With outreach to others as its core, the church has expanded its mission, she said. Internationally, the church has entered partnerships with an education and medical care organization called Common Hope in Guatemala, with a group called Daisy’s Children that works to provide clean water and food to children and families in Honduras and with churches in Cuba. “Now that we have these partnerships, they will continue and expand,” she said.

But it is locally and regionally where this sense of purpose is perhaps most felt — in ways, she said, both hidden and very much in the open.

Copeland has been an active participant in York’s ministerium, comprised of all the spiritual leaders from York. Through this process, First Parish collaborated with St. George’s Episcopal and the United Methodist Church of York-Ogunquit to sponsor a discussion series on race, suggested by Methodist minister Rev. Effie McAvoy. She and the church answered the call of St. George’s Rev. Calvin Sanborn’s call in the wake of the Pulse nightclub shooting in Florida to offer a service of remembrance for the victims.

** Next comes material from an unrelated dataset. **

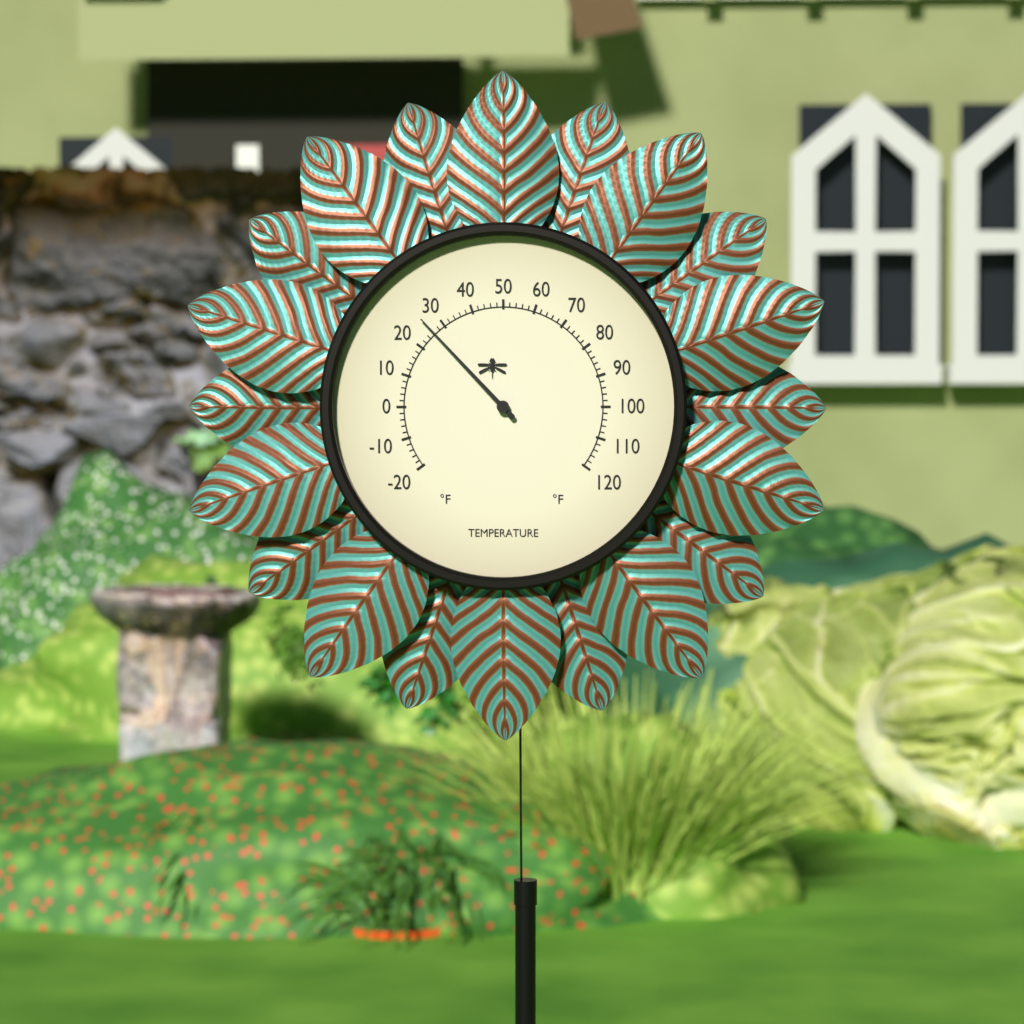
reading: 26 °F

First Parish members along with York Diversity Forum spearheaded a series of panel discussions with faith leaders not only from York but including a Jewish rabbi, Muslim imam, Greek Orthodox priest, Unitarian minister, a Quaker and a Native American elder.

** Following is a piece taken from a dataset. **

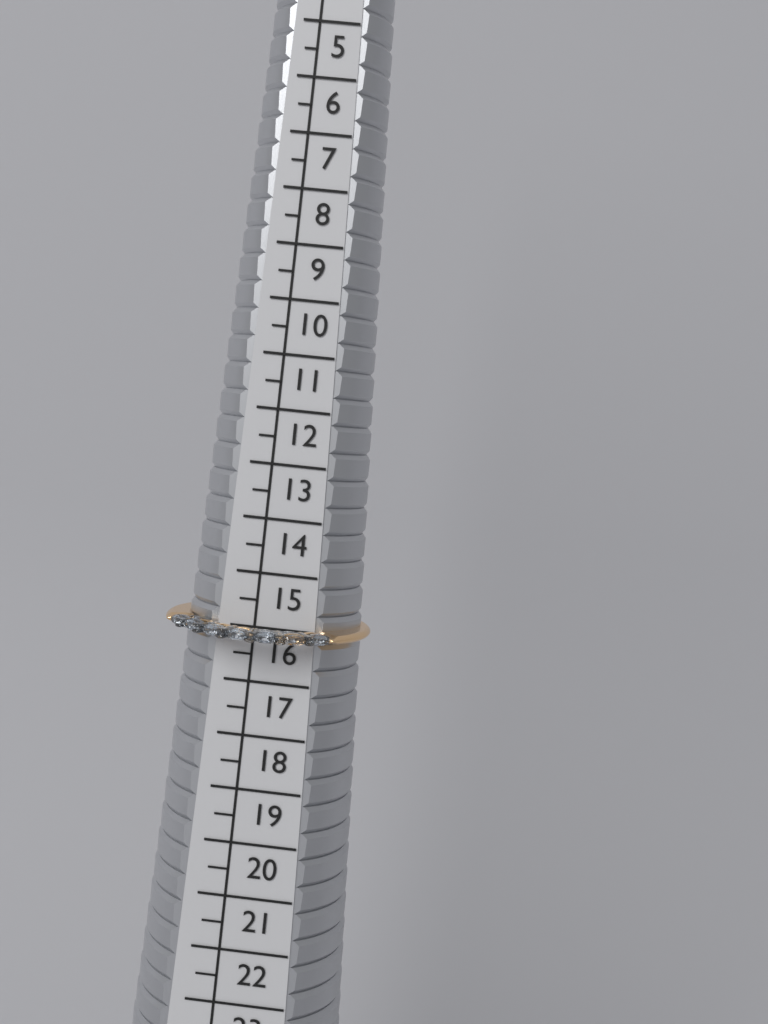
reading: 16.5 (no unit)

“It’s been a serendipitous gift that in these past six years, we have deepened and strengthened our collaboration as colleagues,” she said. “We trust each other’s faith. We’re all connected to a higher power and we’re all working for the same team, and we trust that. It shouldn’t be notable that we have a remarkable collaboration because we’re all rowing on the same team together.”

The ministerium and their congregations works closely with York Community Service Association, to provide any help possible to people who find themselves in precarious positions — both through a fund to which all the churches contribute as well as small funds set aside within church budgets.

“Someone who needs help will come to YCSA, and Michelle [Surdoval, the director] will say, ‘They need $900 to get on their feet. We have $350 we can put toward this. Can you help?’ Someone will say, ‘I can do $200 this month,’ or ‘I can do $150,’ and before long the money has been raised,” she said.

She said she hopes her legacy for this particular chapter of the church will be that she helped First Parish, “whatever it may have been, to become a church in mission. Its members understand the need to collaborate, to create safe space and give a path of hope in these challenging times.”

Last June, the congregation voted by a margin of 95 percent to become an Open and Affirming Church, that welcomes “people of every age, marital status, family structure, faith background, physical and mental ability, sexual orientation, gender identity and expression, racial and cultural identity and socioeconomic status.”

Copeland said she’s most proud of the final sentence of the covenant: “We honor the guiding principle that discrimination is incompatible with Christ’s message of unconditional love.”

Her last Sunday will be on Sept. 23, but she said she’s not retiring, just “opening a new chapter.” She intends to look for opportunities to pastor on a short-term basis in locations around the world, and next year will spend two months as a pastor-in-residence in Mexico.

She and her husband will return to the Copeland Institute, where they will offer retreats. Not only will they offer spiritual retreats “across religious traditions” and life coaching, they have also started an initiative called Healthy Habits for Life (https://healthyhabitsforlife.net), for people interested in “transforming personal health” at all levels. She also wants to spend time with her nine grandchildren, seven of whom are under age 11.

“I will always be grateful to God for letting me serve this place. I love it here so much. I am going to grieve deeply,” she said. “But the bench is wide and deep in this church. They don’t depend on me, because they know who they are and what they offer.”